Are the fundamental constants really constant? Recent investigations carried out at the Physikalisch-Technische Bundesanstalt (PTB) have shown that one essential fundamental constant – namely the mass ratio of protons to electrons – can have changed only by a maximum of one part in a million over the age of our solar system (i.e. extrapolated over approx. 5 billion years).
Previously, scientists deemed the possible changes to be twice as high. To obtain this result, physicists from PTB compared caesium and ytterbium atomic clocks with each other for 7 years. Their results, together with those of a similar experiment carried out at the British metrology institute NPL (National Physical Laboratory), have been published in the current issue of the journal Physical Review Letters.
The Universe is expanding! After this finding in the 1930s, physicists started to speculate whether in such a dynamic universe, constant quantities could exist at all. Maybe even the so-called “fundamental constants” are subject to temporal changes which could give us key information on the structure and the development of the Universe? Since then, one has sought to find evidence of changes undergone by fundamental constants over cosmologic periods of billions of years by means of astrophysical and geophysical observations.

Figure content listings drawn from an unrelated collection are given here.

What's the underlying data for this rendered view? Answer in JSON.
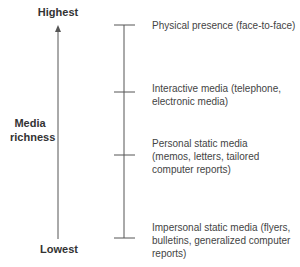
{
  "diagram": {
    "axis": {
      "top_label": "Highest",
      "middle_label_line1": "Media",
      "middle_label_line2": "richness",
      "bottom_label": "Lowest"
    },
    "levels": [
      {
        "label": "Physical presence (face-to-face)"
      },
      {
        "label": "Interactive media (telephone, electronic media)"
      },
      {
        "label": "Personal static media (memos, letters, tailored computer reports)"
      },
      {
        "label": "Impersonal static media (flyers, bulletins, generalized computer reports)"
      }
    ],
    "colors": {
      "line": "#555555",
      "text": "#444444"
    }
  }
}
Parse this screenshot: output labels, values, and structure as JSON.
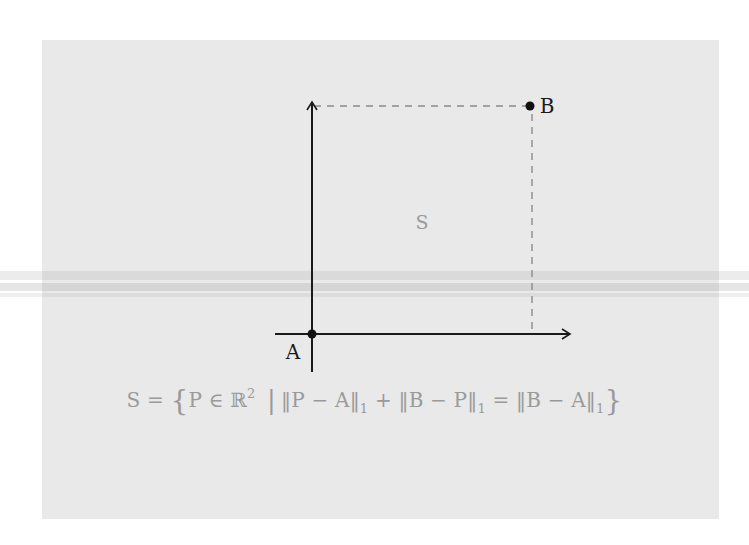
{
  "diagram": {
    "type": "geometry-figure",
    "colors": {
      "background": "#ffffff",
      "panel": "#e9e9e9",
      "axes": "#1a1a1a",
      "dashed_lines": "#8a8a8a",
      "region_label": "#9a9a9a",
      "formula": "#9a9a9a"
    },
    "axes": {
      "x_axis": {
        "from": [
          275,
          334
        ],
        "to": [
          572,
          334
        ],
        "arrow": true
      },
      "y_axis": {
        "from": [
          312,
          372
        ],
        "to": [
          312,
          100
        ],
        "arrow": true
      }
    },
    "points": [
      {
        "id": "A",
        "label": "A",
        "x": 312,
        "y": 334
      },
      {
        "id": "B",
        "label": "B",
        "x": 530,
        "y": 106
      }
    ],
    "dashed_lines": [
      {
        "from": [
          312,
          106
        ],
        "to": [
          530,
          106
        ]
      },
      {
        "from": [
          532,
          112
        ],
        "to": [
          532,
          334
        ]
      }
    ],
    "region": {
      "label": "S"
    },
    "formula": {
      "lhs": "S",
      "equals": "=",
      "open_brace": "{",
      "element": "P ∈ ℝ",
      "element_exponent": "2",
      "separator": "|",
      "term1": "‖P − A‖",
      "term1_sub": "1",
      "plus": "+",
      "term2": "‖B − P‖",
      "term2_sub": "1",
      "equals2": "=",
      "term3": "‖B − A‖",
      "term3_sub": "1",
      "close_brace": "}"
    }
  }
}
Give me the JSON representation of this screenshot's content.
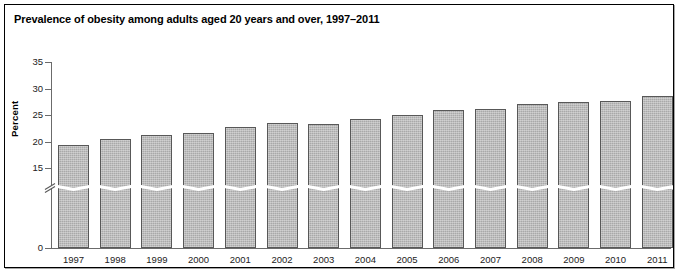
{
  "figure": {
    "title": "Prevalence of obesity among adults aged 20 years and over, 1997–2011",
    "ylabel": "Percent"
  },
  "chart_data": {
    "type": "bar",
    "title": "Prevalence of obesity among adults aged 20 years and over, 1997–2011",
    "xlabel": "",
    "ylabel": "Percent",
    "ylim": [
      0,
      35
    ],
    "yticks": [
      0,
      15,
      20,
      25,
      30,
      35
    ],
    "ytick_labels": [
      "0",
      "15",
      "20",
      "25",
      "30",
      "35"
    ],
    "axis_break": true,
    "axis_break_between": [
      0,
      15
    ],
    "grid": false,
    "legend": null,
    "bar_color": "#a9a9a9",
    "bar_edge_color": "#585858",
    "categories": [
      "1997",
      "1998",
      "1999",
      "2000",
      "2001",
      "2002",
      "2003",
      "2004",
      "2005",
      "2006",
      "2007",
      "2008",
      "2009",
      "2010",
      "2011"
    ],
    "values": [
      19.4,
      20.5,
      21.3,
      21.6,
      22.8,
      23.6,
      23.4,
      24.3,
      25.0,
      26.0,
      26.2,
      27.1,
      27.4,
      27.7,
      28.6
    ]
  }
}
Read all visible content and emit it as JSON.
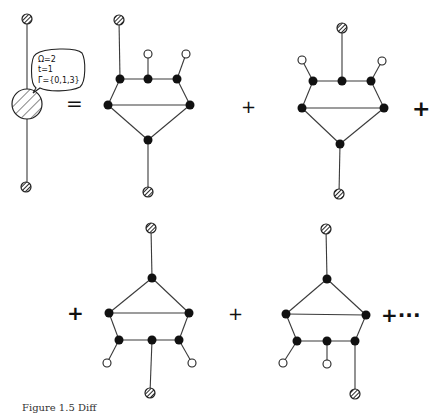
{
  "figure": {
    "label": {
      "line1": "Ω=2",
      "line2": "t=1",
      "line3": "Γ̄={0,1,3}"
    },
    "operators": {
      "equals": "=",
      "plus": "+",
      "ellipsis": "+···"
    },
    "legend": {
      "black_node": "internal vertex (filled black)",
      "open_node": "open vertex (white)",
      "hatched_node": "hatched external point"
    },
    "terms": [
      {
        "name": "term-1",
        "position": "top-left"
      },
      {
        "name": "term-2",
        "position": "top-right"
      },
      {
        "name": "term-3",
        "position": "bottom-left"
      },
      {
        "name": "term-4",
        "position": "bottom-right"
      }
    ],
    "caption": "Figure 1.5  Diff"
  },
  "colors": {
    "ink": "#111111",
    "edge": "#3a3a3a",
    "background": "#ffffff"
  }
}
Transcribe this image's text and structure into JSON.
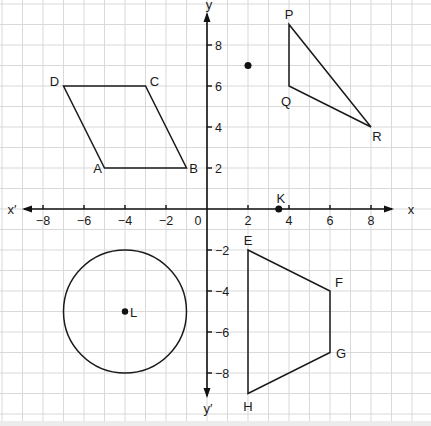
{
  "figure": {
    "title": "",
    "origin_px": [
      207,
      209
    ],
    "unit_px": 20.5,
    "grid_color": "#d9d9d9",
    "ink_color": "#1a1a1a"
  },
  "axes": {
    "x_label": "x",
    "x_neg_label": "x′",
    "y_label": "y",
    "y_neg_label": "y′",
    "origin_label": "0",
    "x_ticks": [
      {
        "v": -8,
        "label": "−8"
      },
      {
        "v": -6,
        "label": "−6"
      },
      {
        "v": -4,
        "label": "−4"
      },
      {
        "v": -2,
        "label": "−2"
      },
      {
        "v": 2,
        "label": "2"
      },
      {
        "v": 4,
        "label": "4"
      },
      {
        "v": 6,
        "label": "6"
      },
      {
        "v": 8,
        "label": "8"
      }
    ],
    "y_ticks": [
      {
        "v": 8,
        "label": "8"
      },
      {
        "v": 6,
        "label": "6"
      },
      {
        "v": 4,
        "label": "4"
      },
      {
        "v": 2,
        "label": "2"
      },
      {
        "v": -2,
        "label": "−2"
      },
      {
        "v": -4,
        "label": "−4"
      },
      {
        "v": -6,
        "label": "−6"
      },
      {
        "v": -8,
        "label": "−8"
      }
    ]
  },
  "shapes": {
    "parallelogram": {
      "name": "ABCD",
      "vertices": [
        {
          "label": "A",
          "x": -5,
          "y": 2
        },
        {
          "label": "B",
          "x": -1,
          "y": 2
        },
        {
          "label": "C",
          "x": -3,
          "y": 6
        },
        {
          "label": "D",
          "x": -7,
          "y": 6
        }
      ]
    },
    "triangle": {
      "name": "PQR",
      "vertices": [
        {
          "label": "P",
          "x": 4,
          "y": 9
        },
        {
          "label": "Q",
          "x": 4,
          "y": 6
        },
        {
          "label": "R",
          "x": 8,
          "y": 4
        }
      ]
    },
    "trapezium": {
      "name": "EFGH",
      "vertices": [
        {
          "label": "E",
          "x": 2,
          "y": -2
        },
        {
          "label": "F",
          "x": 6,
          "y": -4
        },
        {
          "label": "G",
          "x": 6,
          "y": -7
        },
        {
          "label": "H",
          "x": 2,
          "y": -9
        }
      ]
    },
    "circle": {
      "centre_label": "L",
      "cx": -4,
      "cy": -5,
      "r": 3
    }
  },
  "points": [
    {
      "label": "",
      "x": 2,
      "y": 7
    },
    {
      "label": "K",
      "x": 3.5,
      "y": 0
    }
  ]
}
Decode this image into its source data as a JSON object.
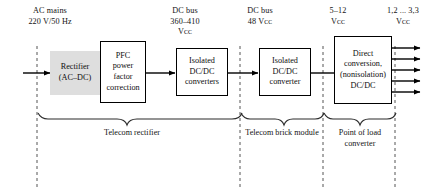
{
  "diagram": {
    "bus_labels": [
      {
        "id": "ac-mains",
        "line1": "AC mains",
        "line2": "220 V/50 Hz",
        "line3": ""
      },
      {
        "id": "dc-bus-hv",
        "line1": "DC bus",
        "line2": "360–410",
        "line3": "Vᴄᴄ"
      },
      {
        "id": "dc-bus-48",
        "line1": "DC bus",
        "line2": "48 Vᴄᴄ",
        "line3": ""
      },
      {
        "id": "rail-5-12",
        "line1": "5–12",
        "line2": "Vᴄᴄ",
        "line3": ""
      },
      {
        "id": "rail-1v2-3v3",
        "line1": "1,2 ... 3,3",
        "line2": "Vᴄᴄ",
        "line3": ""
      }
    ],
    "blocks": [
      {
        "id": "rectifier",
        "lines": [
          "Rectifier",
          "(AC–DC)"
        ],
        "style": "shaded"
      },
      {
        "id": "pfc",
        "lines": [
          "PFC",
          "power",
          "factor",
          "correction"
        ],
        "style": "outlined"
      },
      {
        "id": "isolated-dcdc-converters",
        "lines": [
          "Isolated",
          "DC/DC",
          "converters"
        ],
        "style": "outlined"
      },
      {
        "id": "isolated-dcdc-converter",
        "lines": [
          "Isolated",
          "DC/DC",
          "converter"
        ],
        "style": "outlined"
      },
      {
        "id": "direct-conversion",
        "lines": [
          "Direct",
          "conversion,",
          "(nonisolation)",
          "DC/DC"
        ],
        "style": "outlined"
      }
    ],
    "groups": [
      {
        "id": "telecom-rectifier",
        "lines": [
          "Telecom rectifier"
        ]
      },
      {
        "id": "telecom-brick-module",
        "lines": [
          "Telecom brick module"
        ]
      },
      {
        "id": "point-of-load-converter",
        "lines": [
          "Point of load",
          "converter"
        ]
      }
    ],
    "colors": {
      "line": "#000000",
      "shaded_block_fill": "#dedede",
      "background": "#ffffff",
      "divider": "#555555"
    },
    "output_arrow_count": 5
  }
}
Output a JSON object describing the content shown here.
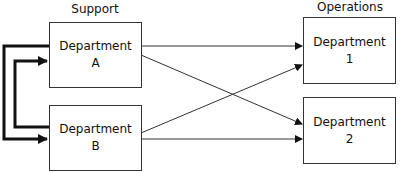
{
  "groups": {
    "support": "Support",
    "operations": "Operations"
  },
  "nodes": {
    "deptA": {
      "line1": "Department",
      "line2": "A"
    },
    "deptB": {
      "line1": "Department",
      "line2": "B"
    },
    "dept1": {
      "line1": "Department",
      "line2": "1"
    },
    "dept2": {
      "line1": "Department",
      "line2": "2"
    }
  },
  "edges": [
    {
      "from": "Department A",
      "to": "Department B",
      "style": "thick"
    },
    {
      "from": "Department B",
      "to": "Department A",
      "style": "thick"
    },
    {
      "from": "Department A",
      "to": "Department 1",
      "style": "thin"
    },
    {
      "from": "Department A",
      "to": "Department 2",
      "style": "thin"
    },
    {
      "from": "Department B",
      "to": "Department 1",
      "style": "thin"
    },
    {
      "from": "Department B",
      "to": "Department 2",
      "style": "thin"
    }
  ]
}
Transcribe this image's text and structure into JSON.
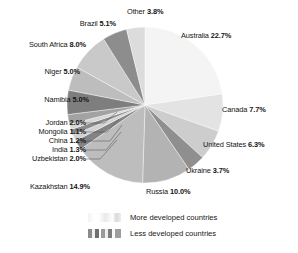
{
  "chart_data": {
    "type": "pie",
    "title": "",
    "subtitle": "",
    "xlabel": "",
    "ylabel": "",
    "legend_position": "bottom",
    "grid": false,
    "units": "percent",
    "categories": [
      "Australia",
      "Canada",
      "United States",
      "Ukraine",
      "Russia",
      "Kazakhstan",
      "Uzbekistan",
      "India",
      "China",
      "Mongolia",
      "Jordan",
      "Namibia",
      "Niger",
      "South Africa",
      "Brazil",
      "Other"
    ],
    "values": [
      22.7,
      7.7,
      6.3,
      3.7,
      10.0,
      14.9,
      2.0,
      1.3,
      1.2,
      1.1,
      2.0,
      5.0,
      5.0,
      8.0,
      5.1,
      3.8
    ],
    "slices": [
      {
        "label": "Australia",
        "value": 22.7,
        "value_text": "22.7%",
        "group": "more",
        "color": "#f4f4f4"
      },
      {
        "label": "Canada",
        "value": 7.7,
        "value_text": "7.7%",
        "group": "more",
        "color": "#e3e3e3"
      },
      {
        "label": "United States",
        "value": 6.3,
        "value_text": "6.3%",
        "group": "more",
        "color": "#cdcdcd"
      },
      {
        "label": "Ukraine",
        "value": 3.7,
        "value_text": "3.7%",
        "group": "less",
        "color": "#8f8f8f"
      },
      {
        "label": "Russia",
        "value": 10.0,
        "value_text": "10.0%",
        "group": "less",
        "color": "#b3b3b3"
      },
      {
        "label": "Kazakhstan",
        "value": 14.9,
        "value_text": "14.9%",
        "group": "less",
        "color": "#bdbdbd"
      },
      {
        "label": "Uzbekistan",
        "value": 2.0,
        "value_text": "2.0%",
        "group": "less",
        "color": "#838383"
      },
      {
        "label": "India",
        "value": 1.3,
        "value_text": "1.3%",
        "group": "less",
        "color": "#d2d2d2"
      },
      {
        "label": "China",
        "value": 1.2,
        "value_text": "1.2%",
        "group": "less",
        "color": "#8a8a8a"
      },
      {
        "label": "Mongolia",
        "value": 1.1,
        "value_text": "1.1%",
        "group": "less",
        "color": "#d6d6d6"
      },
      {
        "label": "Jordan",
        "value": 2.0,
        "value_text": "2.0%",
        "group": "less",
        "color": "#a2a2a2"
      },
      {
        "label": "Namibia",
        "value": 5.0,
        "value_text": "5.0%",
        "group": "less",
        "color": "#7e7e7e"
      },
      {
        "label": "Niger",
        "value": 5.0,
        "value_text": "5.0%",
        "group": "less",
        "color": "#bdbdbd"
      },
      {
        "label": "South Africa",
        "value": 8.0,
        "value_text": "8.0%",
        "group": "less",
        "color": "#c9c9c9"
      },
      {
        "label": "Brazil",
        "value": 5.1,
        "value_text": "5.1%",
        "group": "less",
        "color": "#8d8d8d"
      },
      {
        "label": "Other",
        "value": 3.8,
        "value_text": "3.8%",
        "group": "more",
        "color": "#dcdcdc"
      }
    ],
    "legend": [
      {
        "label": "More developed countries",
        "swatch": "light-gradient"
      },
      {
        "label": "Less developed countries",
        "swatch": "striped-gradient"
      }
    ]
  },
  "labels": {
    "australia": {
      "name": "Australia",
      "value": "22.7%"
    },
    "canada": {
      "name": "Canada",
      "value": "7.7%"
    },
    "united_states": {
      "name": "United States",
      "value": "6.3%"
    },
    "ukraine": {
      "name": "Ukraine",
      "value": "3.7%"
    },
    "russia": {
      "name": "Russia",
      "value": "10.0%"
    },
    "kazakhstan": {
      "name": "Kazakhstan",
      "value": "14.9%"
    },
    "uzbekistan": {
      "name": "Uzbekistan",
      "value": "2.0%"
    },
    "india": {
      "name": "India",
      "value": "1.3%"
    },
    "china": {
      "name": "China",
      "value": "1.2%"
    },
    "mongolia": {
      "name": "Mongolia",
      "value": "1.1%"
    },
    "jordan": {
      "name": "Jordan",
      "value": "2.0%"
    },
    "namibia": {
      "name": "Namibia",
      "value": "5.0%"
    },
    "niger": {
      "name": "Niger",
      "value": "5.0%"
    },
    "south_africa": {
      "name": "South Africa",
      "value": "8.0%"
    },
    "brazil": {
      "name": "Brazil",
      "value": "5.1%"
    },
    "other": {
      "name": "Other",
      "value": "3.8%"
    }
  },
  "legend": {
    "more_label": "More developed countries",
    "less_label": "Less developed countries"
  }
}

The results allowed somewhat contradictory conclusions. In the past few years, laboratory experiments with atomic clocks have attained such an accuracy that it is already possible to contribute to the answer to this question by studying a period of just a few years. If certain fundamental constants changed, then two atomic clocks which are based on different elements would deviate from each other in a predictable manner over time. This method was used at PTB to check the constancy of an essential physical quantity – the mass ratio of protons to electrons – by comparing an optical clock with a trapped ytterbium ion and caesium atomic clocks.
A proton is approx. 1836 times heavier than an electron and, in addition to being subject to the electromagnetic force, it is also subject to the so-called “strong interaction”, which is responsible for the structure and the cohesion of atomic nuclei. Variable fundamental constants would lead to changes in the relative strength of these forces, which, in turn, would have an influence on the masses of the parti-cles involved.
The mass of the electron determines the frequency of the optical atomic clocks; the mass of the protons shows in the frequency of the caesium clock (via the properties of the atomic nucleus). When developing the atomic clocks, the caesium clock has repeatedly been compared with the ytterbium clock at PTB over the past few years – with increasing accuracy. These are currently among the most accurate atomic clocks in the microwave and the optical frequency range, respectively. From these data, it was now possible to conclude that the mass ratio of protons to electrons shows no detectable change up to a relative uncertainty of only a few parts per 10-16 per year. Thus, even when extrapolating across the age of our solar system (i.e. approx. 5 billion years), this means a change in this fundamental constant of less than one part in a million, so that it can still be considered a universal and stable quantity.